I am almost through with The Complete Francis of Assisi: His Life, The Complete Writings and The Little Flowers. I have finished reading The Little Flowers of St. Francis of Assisi themselves but have not read the Biographical Sketches afterwards. However, I am taking a break until after the 11th Hour (a news show I like to watch). Reading it I think of the apparently un-Jewish notion of sainthood. I don’t mean mere hero-worship, as I loved Harry Truman as a kid and other people have loved George Washington, Abigail Adams, or Abraham Lincoln. No, I mean the idea that having searched within and apparently failed to find the God the person hoped to, the person searches for the Kabbalist, Catholic abbot, or Muslim Sufi mystic, hoping that by learning the ways of the saint, they will become more like him or her. This person is rarer than the mere “hero” and yet people seek them out in remote corners like India, hoping to finally discover the Truth about God.
I honestly believe that faith in “the still, small voice of God” within is possible for most people. I have studied and I believe my prayers are answered by God’s voice–not with words but with a gentle feeling of love. I first received this idea studying a class Philosophy of East and West, where we learned that there is a bit of God in each of us. This bit is called Atman, and it is a small piece of Ana-Atman or Brahman. Brahman is what Hindus call God. I thought to myself of the similarity of this idea to the Quaker notion of “the inner light,” the idea of God speaking to the individual. Years later I learned about the Jewish notion of “the inner light” in the Kabala. The Kabala is a piece of Judaism only serious adepts of our faith are allowed to study, but from what little I know of it, it can be very moving or very strange. In other religions–Sufi speak of God within and Buddhists of the “inner Buddha”–the idea exists, too.
Yet there are those, who from excess of love or excess of doubt, need more to comfort them. So, they seek out a saint. I have never myself sought out a saint, though I have had rabbis, and for converts a rabbi is required in a similar way to a saint. Yet I believe in saints. As I read The Complete Francis of Assisi, I also read Something Beautiful for God (the book that discovered Mother Teresa) and Chadha’s Gandhi: A Life. After reading about St. Francis, I have a need to read about “Jewish saints”: The Life and Teachings of Hillel; Hillel: If Not Now, When; The Light and Fire of the Baal Shem Tov; and Jewish Tales of Holy Women. Then I shall read about Sufism: Muslim Women Mystics; Women of Sufism and Four Sufi Classics. I pray that I learn from each of these books.

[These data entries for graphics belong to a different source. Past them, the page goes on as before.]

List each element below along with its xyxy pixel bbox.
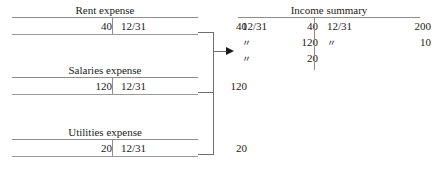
debit-amount: 40 [12,18,117,34]
t-account-utilities-expense: Utilities expense 20 12/31 20 [12,126,252,157]
debit-amount: 120 [12,78,117,94]
account-body: 12/31 40 12/31 200 〃 120 〃 10 〃 20 [238,18,436,70]
summary-row: 〃 20 [238,50,436,66]
account-center-divider [112,18,113,34]
debit-amount: 20 [12,140,117,156]
debit-amount: 40 [284,18,323,34]
summary-row: 〃 120 〃 10 [238,34,436,50]
connector-utilities [198,154,214,155]
credit-date: 12/31 [117,78,165,94]
account-rule-bottom [12,34,198,35]
connector-to-arrow [213,51,227,52]
account-entry-row: 120 12/31 120 [12,78,252,94]
credit-date-ditto: 〃 [323,35,371,51]
account-center-divider [314,18,315,70]
account-entry-row: 40 12/31 40 [12,18,252,34]
credit-date: 12/31 [117,18,165,34]
account-title-utilities-expense: Utilities expense [12,126,198,139]
credit-date: 12/31 [117,140,165,156]
debit-date-ditto: 〃 [238,35,284,51]
credit-date: 12/31 [323,18,371,34]
account-body: 20 12/31 20 [12,140,252,156]
account-title-rent-expense: Rent expense [12,4,198,17]
account-center-divider [112,78,113,94]
debit-date-ditto: 〃 [238,51,284,67]
debit-date: 12/31 [238,18,284,34]
account-title-income-summary: Income summary [238,4,420,17]
arrow-head-icon [226,47,234,55]
account-body: 120 12/31 120 [12,78,252,94]
account-rule-bottom [12,94,198,95]
account-center-divider [112,140,113,156]
account-title-salaries-expense: Salaries expense [12,64,198,77]
connector-salaries [198,92,214,93]
debit-amount: 20 [284,50,323,66]
t-account-income-summary: Income summary 12/31 40 12/31 200 〃 120 … [238,4,436,70]
account-body: 40 12/31 40 [12,18,252,34]
credit-amount: 10 [371,34,436,50]
debit-amount: 120 [284,34,323,50]
account-entry-row: 20 12/31 20 [12,140,252,156]
credit-amount: 200 [371,18,436,34]
account-rule-bottom [12,156,198,157]
connector-rent [198,32,214,33]
t-account-salaries-expense: Salaries expense 120 12/31 120 [12,64,252,95]
summary-row: 12/31 40 12/31 200 [238,18,436,34]
t-account-rent-expense: Rent expense 40 12/31 40 [12,4,252,35]
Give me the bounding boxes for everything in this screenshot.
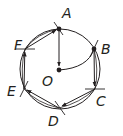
chord-b-c bbox=[94, 49, 95, 86]
point-b-dot bbox=[92, 47, 97, 52]
label-o: O bbox=[42, 73, 53, 89]
label-c: C bbox=[96, 93, 106, 109]
chord-e-f bbox=[24, 52, 25, 89]
label-d: D bbox=[48, 113, 59, 129]
chord-f-a bbox=[25, 30, 56, 49]
arc-o-b bbox=[59, 49, 94, 70]
hexagon-construction-diagram: A B C D E F O bbox=[0, 0, 123, 136]
label-e: E bbox=[7, 83, 16, 99]
label-f: F bbox=[14, 37, 23, 53]
point-a-dot bbox=[57, 27, 62, 32]
center-o-dot bbox=[57, 68, 62, 73]
label-b: B bbox=[101, 41, 111, 57]
chord-c-d bbox=[62, 89, 95, 106]
label-a: A bbox=[61, 5, 72, 21]
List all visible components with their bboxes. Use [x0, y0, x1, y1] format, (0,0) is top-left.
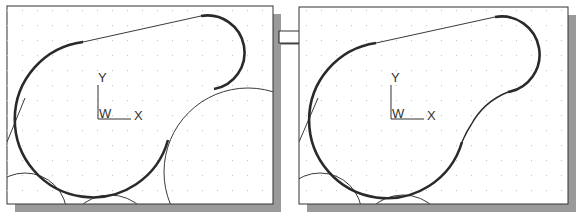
grid-dots — [299, 7, 568, 204]
left-drawing: Y W X — [0, 0, 290, 221]
ucs-y-label: Y — [98, 70, 107, 85]
ucs-x-label: X — [134, 108, 143, 123]
right-drawing: Y W X — [288, 0, 578, 221]
ucs-w-label: W — [99, 106, 112, 121]
ucs-x-label: X — [427, 108, 436, 123]
ucs-w-label: W — [392, 106, 405, 121]
left-viewport: Y W X — [0, 0, 290, 221]
right-viewport: Y W X — [288, 0, 578, 221]
ucs-y-label: Y — [391, 70, 400, 85]
grid-dots — [7, 6, 273, 204]
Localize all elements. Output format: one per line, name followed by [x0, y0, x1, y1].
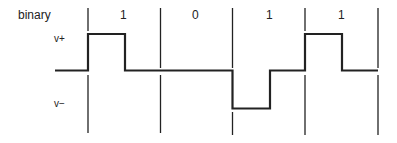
waveform-diagram [0, 0, 397, 143]
signal-waveform [55, 34, 378, 109]
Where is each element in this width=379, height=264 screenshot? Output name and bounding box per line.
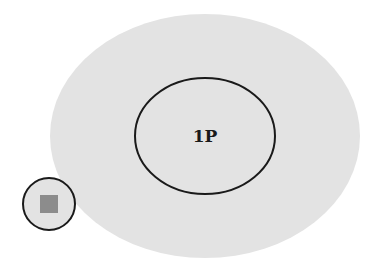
diagram-canvas: 1P bbox=[0, 0, 379, 264]
square-element bbox=[40, 195, 58, 213]
inner-ellipse-label: 1P bbox=[193, 126, 218, 146]
diagram-svg: 1P bbox=[0, 0, 379, 264]
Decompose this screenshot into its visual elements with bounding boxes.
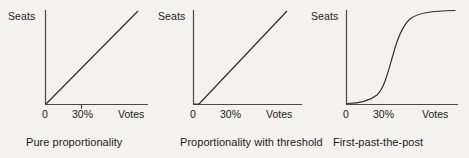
x-axis-label: Votes xyxy=(118,108,144,120)
chart-panel-proportionality-with-threshold: Seats 0 30% Votes Proportionality with t… xyxy=(152,0,307,158)
plot-area-proportionality-with-threshold xyxy=(152,0,307,158)
x-tick-label-threshold: 30% xyxy=(220,108,241,120)
data-line-first-past-the-post xyxy=(347,11,455,104)
x-tick-label-zero: 0 xyxy=(343,108,349,120)
x-axis-label: Votes xyxy=(422,108,448,120)
chart-panel-first-past-the-post: Seats 0 30% Votes First-past-the-post xyxy=(303,0,469,158)
x-axis-label: Votes xyxy=(266,108,292,120)
x-tick-label-threshold: 30% xyxy=(373,108,394,120)
chart-panel-pure-proportionality: Seats 0 30% Votes Pure proportionality xyxy=(0,0,155,158)
plot-area-pure-proportionality xyxy=(0,0,155,158)
x-tick-label-zero: 0 xyxy=(190,108,196,120)
panel-caption: First-past-the-post xyxy=(333,136,423,148)
x-tick-label-zero: 0 xyxy=(42,108,48,120)
data-line-proportionality-with-threshold xyxy=(194,11,287,104)
plot-area-first-past-the-post xyxy=(303,0,469,158)
x-tick-label-threshold: 30% xyxy=(72,108,93,120)
panel-caption: Pure proportionality xyxy=(26,136,122,148)
panel-caption: Proportionality with threshold xyxy=(180,136,323,148)
electoral-systems-figure: Seats 0 30% Votes Pure proportionality S… xyxy=(0,0,469,158)
data-line-pure-proportionality xyxy=(46,11,138,104)
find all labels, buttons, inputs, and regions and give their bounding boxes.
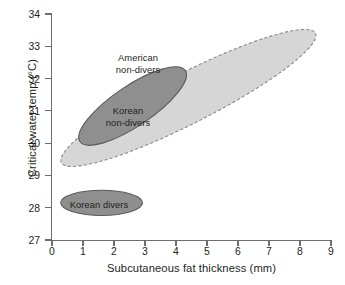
- y-tick-label-27: 27: [12, 235, 40, 246]
- x-tick-label-6: 6: [226, 246, 250, 257]
- ellipse-label-line2-american-non-divers: non-divers: [78, 64, 198, 76]
- x-tick-label-7: 7: [257, 246, 281, 257]
- y-tick-30: [45, 143, 51, 144]
- x-axis-title: Subcutaneous fat thickness (mm): [52, 262, 331, 274]
- y-tick-33: [45, 46, 51, 47]
- ellipse-label-american-non-divers: Americannon-divers: [78, 52, 198, 75]
- y-tick-label-32: 32: [12, 73, 40, 84]
- y-tick-label-31: 31: [12, 105, 40, 116]
- y-tick-34: [45, 13, 51, 14]
- chart-figure: Critical water temp (°C) Subcutaneous fa…: [0, 0, 345, 285]
- ellipse-american-non-divers: [50, 11, 327, 185]
- y-tick-label-33: 33: [12, 41, 40, 52]
- y-tick-32: [45, 78, 51, 79]
- x-tick-label-1: 1: [71, 246, 95, 257]
- x-tick-label-2: 2: [102, 246, 126, 257]
- x-tick-label-3: 3: [133, 246, 157, 257]
- y-tick-label-29: 29: [12, 170, 40, 181]
- ellipse-label-line1-korean-non-divers: Korean: [68, 105, 188, 117]
- y-tick-31: [45, 110, 51, 111]
- y-axis-title: Critical water temp (°C): [26, 3, 38, 233]
- ellipse-label-line1-american-non-divers: American: [78, 52, 198, 64]
- x-tick-label-4: 4: [164, 246, 188, 257]
- y-tick-29: [45, 175, 51, 176]
- ellipse-label-korean-divers: Korean divers: [39, 199, 159, 211]
- x-axis-line: [51, 240, 332, 241]
- y-tick-label-30: 30: [12, 138, 40, 149]
- x-tick-label-0: 0: [40, 246, 64, 257]
- x-tick-label-8: 8: [288, 246, 312, 257]
- ellipse-label-line2-korean-non-divers: non-divers: [68, 117, 188, 129]
- y-tick-label-28: 28: [12, 202, 40, 213]
- y-tick-label-34: 34: [12, 9, 40, 20]
- ellipse-label-line1-korean-divers: Korean divers: [39, 199, 159, 211]
- y-tick-27: [45, 239, 51, 240]
- x-tick-label-5: 5: [195, 246, 219, 257]
- ellipse-label-korean-non-divers: Koreannon-divers: [68, 105, 188, 128]
- x-tick-label-9: 9: [319, 246, 343, 257]
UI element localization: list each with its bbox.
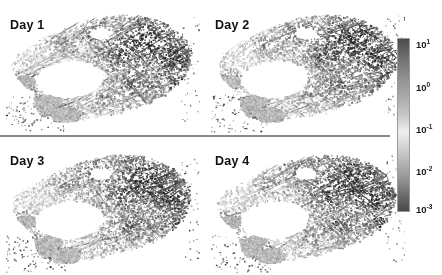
colorbar: 10110010-110-210-3 xyxy=(396,34,442,216)
map-panel-day-1: Day 1 xyxy=(0,2,200,134)
colorbar-tick-3: 10-2 xyxy=(416,167,432,177)
figure-root: Day 1 Day 2 Day 3 Day 4 10110010-110-210… xyxy=(0,0,442,275)
row-divider xyxy=(0,135,390,137)
colorbar-tick-0: 101 xyxy=(416,40,430,50)
map-panel-day-2: Day 2 xyxy=(205,2,405,134)
map-panel-day-4: Day 4 xyxy=(205,142,405,275)
panel-label-day-4: Day 4 xyxy=(215,154,249,168)
panel-label-day-2: Day 2 xyxy=(215,18,249,32)
colorbar-tick-2: 10-1 xyxy=(416,125,432,135)
map-panel-day-3: Day 3 xyxy=(0,142,200,275)
panel-label-day-3: Day 3 xyxy=(10,154,44,168)
colorbar-tick-1: 100 xyxy=(416,83,430,93)
colorbar-tick-4: 10-3 xyxy=(416,205,432,215)
panel-label-day-1: Day 1 xyxy=(10,18,44,32)
colorbar-gradient xyxy=(397,38,410,212)
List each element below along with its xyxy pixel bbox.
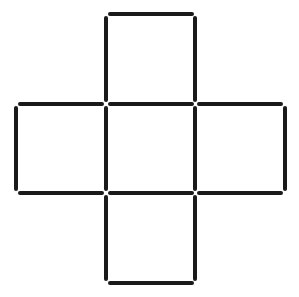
matchstick-cross-diagram [0, 0, 299, 297]
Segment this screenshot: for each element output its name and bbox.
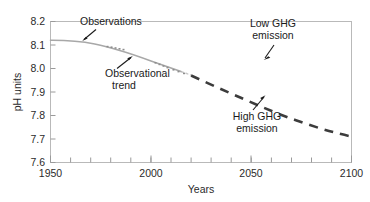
- observation-projection-transition: [181, 72, 191, 76]
- annotation-low-ghg-emission: Low GHG emission: [250, 17, 296, 60]
- annotation-observational-trend-line1: Observational: [105, 67, 170, 79]
- annotation-observational-trend-line2: trend: [112, 79, 136, 91]
- annotation-high-ghg-emission: High GHG emission: [233, 95, 281, 134]
- y-axis-title: pH units: [11, 73, 23, 112]
- chart-canvas: 7.6 7.7 7.8 7.9 8.0 8.1 8.2 1950 2000 20…: [0, 0, 370, 202]
- annotation-observations-label: Observations: [80, 15, 142, 27]
- y-tick-label-8-1: 8.1: [30, 39, 45, 51]
- annotation-observational-trend: Observational trend: [105, 56, 170, 91]
- x-tick-label-2000: 2000: [139, 167, 163, 179]
- annotation-high-ghg-line1: High GHG: [233, 110, 281, 122]
- annotation-high-ghg-line2: emission: [236, 122, 278, 134]
- x-axis-minor-ticks: [71, 158, 332, 163]
- plot-frame: [51, 22, 352, 163]
- annotation-low-ghg-arrowhead: [264, 56, 271, 60]
- x-axis-title: Years: [188, 183, 214, 195]
- annotation-observations: Observations: [80, 15, 142, 41]
- annotation-low-ghg-line2: emission: [252, 29, 294, 41]
- x-axis-major-ticks: [51, 156, 352, 163]
- y-tick-label-7-8: 7.8: [30, 109, 45, 121]
- x-tick-label-1950: 1950: [39, 167, 63, 179]
- y-axis-ticks: [51, 22, 56, 163]
- y-tick-label-7-7: 7.7: [30, 133, 45, 145]
- y-tick-label-7-9: 7.9: [30, 86, 45, 98]
- ocean-ph-projection-chart: 7.6 7.7 7.8 7.9 8.0 8.1 8.2 1950 2000 20…: [0, 0, 370, 202]
- annotation-low-ghg-line1: Low GHG: [250, 17, 296, 29]
- y-tick-label-8-0: 8.0: [30, 62, 45, 74]
- x-tick-label-2050: 2050: [239, 167, 263, 179]
- y-tick-label-8-2: 8.2: [30, 15, 45, 27]
- x-tick-label-2100: 2100: [340, 167, 364, 179]
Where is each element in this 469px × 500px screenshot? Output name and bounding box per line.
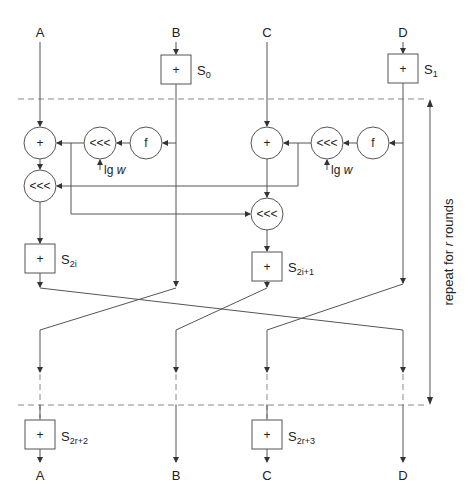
pre-whitening-b: + S0 [161, 42, 211, 84]
half-round-left: + <<< f lg w <<< + S2i [24, 127, 250, 287]
output-label-c: C [262, 468, 271, 483]
output-label-a: A [36, 468, 45, 483]
svg-text:<<<: <<< [256, 207, 277, 221]
repeat-arrow-up-icon [427, 99, 433, 107]
svg-text:+: + [36, 252, 43, 266]
post-whitening-c: + S2r+3 [252, 405, 315, 462]
svg-text:+: + [36, 428, 43, 442]
rotate-amount-right: lg w [331, 163, 354, 177]
key-label-s2i: S2i [61, 252, 77, 269]
key-label-s0: S0 [197, 63, 211, 80]
repeat-arrow-down-icon [427, 397, 433, 405]
repeat-label: repeat for r rounds [441, 198, 456, 305]
add-op-s1: + [399, 62, 406, 76]
add-op-s0: + [172, 63, 179, 77]
rc6-encryption-diagram: A B C D + S0 + S1 + <<< [0, 0, 469, 500]
svg-text:+: + [263, 428, 270, 442]
svg-text:+: + [36, 136, 43, 150]
output-labels: A B C D [36, 468, 408, 483]
svg-text:<<<: <<< [29, 179, 50, 193]
key-label-s2r3: S2r+3 [288, 429, 315, 446]
repeat-bracket: repeat for r rounds [427, 99, 456, 405]
input-label-c: C [262, 25, 271, 40]
post-whitening-a: + S2r+2 [25, 405, 88, 462]
input-label-b: B [172, 25, 181, 40]
input-label-a: A [36, 25, 45, 40]
rotate-amount-left: lg w [104, 163, 127, 177]
round-continuation [40, 374, 403, 418]
svg-text:+: + [263, 136, 270, 150]
key-label-s2r2: S2r+2 [61, 429, 88, 446]
output-label-d: D [398, 468, 407, 483]
input-labels: A B C D [36, 25, 408, 40]
key-label-s1: S1 [424, 62, 438, 79]
word-permutation [40, 284, 403, 372]
svg-text:<<<: <<< [316, 136, 337, 150]
key-label-s2i1: S2i+1 [288, 260, 314, 277]
svg-text:<<<: <<< [89, 136, 110, 150]
output-label-b: B [172, 468, 181, 483]
input-label-d: D [398, 25, 407, 40]
svg-text:+: + [263, 260, 270, 274]
pre-whitening-d: + S1 [388, 42, 438, 83]
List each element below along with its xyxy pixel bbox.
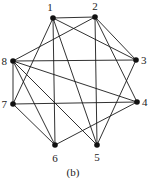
node-label-4: 4 <box>142 96 148 108</box>
edge-1-6 <box>53 18 55 145</box>
node-label-6: 6 <box>52 152 58 164</box>
node-4 <box>134 99 140 105</box>
node-1 <box>50 15 56 21</box>
edge-6-7 <box>13 104 55 145</box>
graph-diagram: 12345678 (b) <box>0 0 150 183</box>
edge-1-2 <box>53 17 95 18</box>
edge-3-8 <box>13 60 136 61</box>
caption: (b) <box>67 166 80 179</box>
edge-2-4 <box>95 17 137 102</box>
node-label-2: 2 <box>92 0 98 12</box>
edge-4-8 <box>13 61 137 102</box>
node-label-3: 3 <box>141 54 147 66</box>
node-3 <box>133 57 139 63</box>
node-2 <box>92 14 98 20</box>
node-label-8: 8 <box>2 55 8 67</box>
node-label-1: 1 <box>47 1 53 13</box>
node-8 <box>10 58 16 64</box>
node-6 <box>52 142 58 148</box>
node-label-5: 5 <box>94 151 100 163</box>
edges-group <box>13 17 137 145</box>
node-label-7: 7 <box>2 98 8 110</box>
edge-2-5 <box>95 17 97 145</box>
node-5 <box>94 142 100 148</box>
node-7 <box>10 101 16 107</box>
edge-4-7 <box>13 102 137 104</box>
edge-2-3 <box>95 17 136 60</box>
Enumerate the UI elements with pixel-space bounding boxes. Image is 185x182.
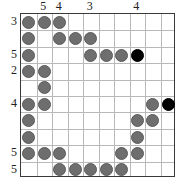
puzzle-board-container: 5434 352455 — [0, 0, 185, 182]
stone-gray-r1c2[interactable] — [38, 16, 51, 29]
stone-gray-r2c3[interactable] — [53, 32, 66, 45]
stone-gray-r3c7[interactable] — [115, 49, 128, 62]
stone-black-r6c10[interactable] — [162, 98, 175, 111]
stone-gray-r9c8[interactable] — [131, 147, 144, 160]
column-header-8: 4 — [129, 0, 145, 13]
stone-gray-r3c5[interactable] — [84, 49, 97, 62]
stone-gray-r10c7[interactable] — [115, 163, 128, 176]
column-header-7 — [113, 0, 129, 13]
row-header-10: 5 — [0, 161, 17, 177]
column-header-5: 3 — [82, 0, 98, 13]
puzzle-grid[interactable] — [20, 13, 175, 177]
row-header-strip: 352455 — [0, 13, 20, 177]
row-header-6: 4 — [0, 95, 17, 111]
stone-gray-r7c1[interactable] — [22, 114, 35, 127]
stone-gray-r9c7[interactable] — [115, 147, 128, 160]
stone-gray-r9c1[interactable] — [22, 147, 35, 160]
row-header-8 — [0, 128, 17, 144]
row-header-1: 3 — [0, 13, 17, 29]
column-header-3: 4 — [51, 0, 67, 13]
stone-gray-r8c1[interactable] — [22, 131, 35, 144]
stone-gray-r10c5[interactable] — [84, 163, 97, 176]
row-header-9: 5 — [0, 144, 17, 160]
row-header-7 — [0, 111, 17, 127]
stone-gray-r5c2[interactable] — [38, 81, 51, 94]
stone-gray-r4c1[interactable] — [22, 65, 35, 78]
stone-gray-r10c6[interactable] — [100, 163, 113, 176]
column-header-10 — [160, 0, 176, 13]
column-header-9 — [144, 0, 160, 13]
row-header-2 — [0, 29, 17, 45]
stone-gray-r2c5[interactable] — [84, 32, 97, 45]
column-header-4 — [67, 0, 83, 13]
stone-gray-r10c3[interactable] — [53, 163, 66, 176]
row-header-4: 2 — [0, 62, 17, 78]
stone-gray-r1c3[interactable] — [53, 16, 66, 29]
stone-gray-r4c2[interactable] — [38, 65, 51, 78]
column-header-1 — [20, 0, 36, 13]
stone-gray-r6c1[interactable] — [22, 98, 35, 111]
column-header-strip: 5434 — [20, 0, 175, 13]
column-header-2: 5 — [36, 0, 52, 13]
row-header-3: 5 — [0, 46, 17, 62]
stone-gray-r2c4[interactable] — [69, 32, 82, 45]
stone-layer — [21, 14, 174, 176]
stone-gray-r7c8[interactable] — [131, 114, 144, 127]
stone-gray-r9c2[interactable] — [38, 147, 51, 160]
stone-gray-r10c4[interactable] — [69, 163, 82, 176]
stone-black-r3c8[interactable] — [131, 49, 144, 62]
column-header-6 — [98, 0, 114, 13]
stone-gray-r3c1[interactable] — [22, 49, 35, 62]
stone-gray-r6c2[interactable] — [38, 98, 51, 111]
stone-gray-r9c3[interactable] — [53, 147, 66, 160]
stone-gray-r1c1[interactable] — [22, 16, 35, 29]
row-header-5 — [0, 79, 17, 95]
stone-gray-r2c1[interactable] — [22, 32, 35, 45]
stone-gray-r3c6[interactable] — [100, 49, 113, 62]
stone-gray-r7c9[interactable] — [146, 114, 159, 127]
stone-gray-r6c9[interactable] — [146, 98, 159, 111]
stone-gray-r8c8[interactable] — [131, 131, 144, 144]
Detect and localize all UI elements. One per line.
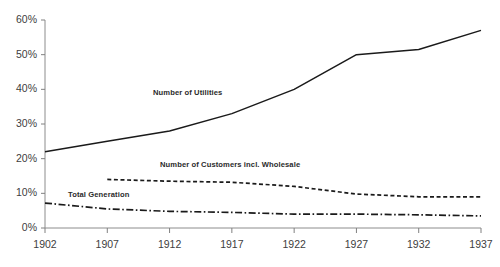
x-axis-tick-label: 1907 [85,238,129,250]
series-annotation-label: Total Generation [68,190,129,199]
x-axis-tick-label: 1932 [397,238,441,250]
chart-plot-area [0,0,500,267]
y-axis-tick-label: 0% [3,221,37,233]
chart-container: 0%10%20%30%40%50%60% 1902190719121917192… [0,0,500,267]
x-axis-tick-label: 1922 [272,238,316,250]
x-axis-tick-label: 1912 [148,238,192,250]
series-annotation-label: Number of Customers incl. Wholesale [160,160,300,169]
series-paths [45,30,481,215]
y-axis-tick-label: 30% [3,117,37,129]
series-line [45,30,481,151]
x-axis-tick-label: 1902 [23,238,67,250]
y-axis-tick-label: 20% [3,152,37,164]
y-axis-ticks [41,20,45,228]
series-line [107,179,481,196]
y-axis-tick-label: 40% [3,82,37,94]
x-axis-tick-label: 1927 [334,238,378,250]
x-axis-tick-label: 1937 [459,238,500,250]
x-axis-tick-label: 1917 [210,238,254,250]
y-axis-tick-label: 60% [3,13,37,25]
series-line [45,203,481,216]
y-axis-tick-label: 50% [3,48,37,60]
series-annotation-label: Number of Utilities [153,88,222,97]
x-axis-ticks [45,228,481,233]
y-axis-tick-label: 10% [3,186,37,198]
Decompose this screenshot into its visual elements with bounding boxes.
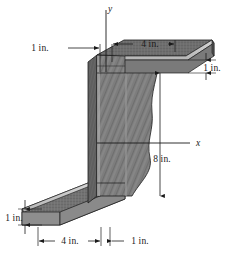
dim-label-top-flange-thickness: 1 in. — [203, 63, 221, 73]
dim-label-top-flange-width: 4 in. — [141, 39, 159, 49]
dim-label-top-left-web-offset: 1 in. — [31, 43, 49, 53]
beam-solid — [22, 40, 214, 225]
dim-label-web-thickness: 1 in. — [131, 236, 149, 246]
dim-label-web-height: 8 in. — [153, 154, 171, 164]
web-left-side-face — [88, 55, 97, 203]
web-plate — [88, 55, 160, 203]
z-section-beam-drawing: y x 1 in. 4 in. 1 in. 8 in. 1 in. 4 in. … — [0, 0, 237, 260]
web-left-seam — [97, 55, 100, 196]
dim-label-bottom-flange-width: 4 in. — [61, 236, 79, 246]
web-front-face — [97, 55, 160, 196]
web-right-seam — [125, 55, 127, 196]
dim-web-thickness — [110, 227, 124, 246]
figure-container: y x 1 in. 4 in. 1 in. 8 in. 1 in. 4 in. … — [0, 0, 237, 260]
top-flange-end-cap — [212, 40, 214, 56]
dim-label-bottom-flange-thickness: 1 in. — [5, 213, 23, 223]
y-axis-label: y — [107, 4, 113, 14]
bottom-flange-front-face — [22, 212, 60, 225]
x-axis-label: x — [195, 138, 201, 148]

I am going to make an admission. I feel that right now is a moment of spiritual low in America. It is the only explanation I can feel satisfied with a man as cruel as Donald Trump being president, but also the only explanation I have of the secularization of the left. The second is ironic; the Catholic Church finally has a Pope who is liberal and loves the poor of the Church’s least well-off countries. How can he be distasteful to the best-off Catholics in the world? How could people lose faith in the Church now? After all, he is a promising leader for it. As Hadassah Magazine put it, the current Pope is a mensch. Despite this I have read that Jews are finally pulling around and coming back from what had been a decline. I do not know how this is happening, but I am hopeful on that score. I only mention other religions because I believe a Jew is somebody who should care for all people and not just herself.
Oddly, I feel something needs to be said: though I love my Bible, I do not take it literally. Perhaps it is the amount of Biblical criticism I read during and after Graduate School… I feel that God ought to be able to stand Welhausen (the founder of Source-Critical analysis) and that Process Philosophy is a possible place to find a new way of believing in an old deity. Perhaps this, as much as my reading for Jeanie and the Gentlefolk (and putting aside The Firebird Unchained for that brief time period) is why I am reading up about Hillel and the Baal Shem Tov. Though they are the Jews of tradition, that tradition is always my starting place for understanding for God. Yet it is not the ending place. I believe in God speaking through scripture; both the God within (in the heart) and without (acting through Nature).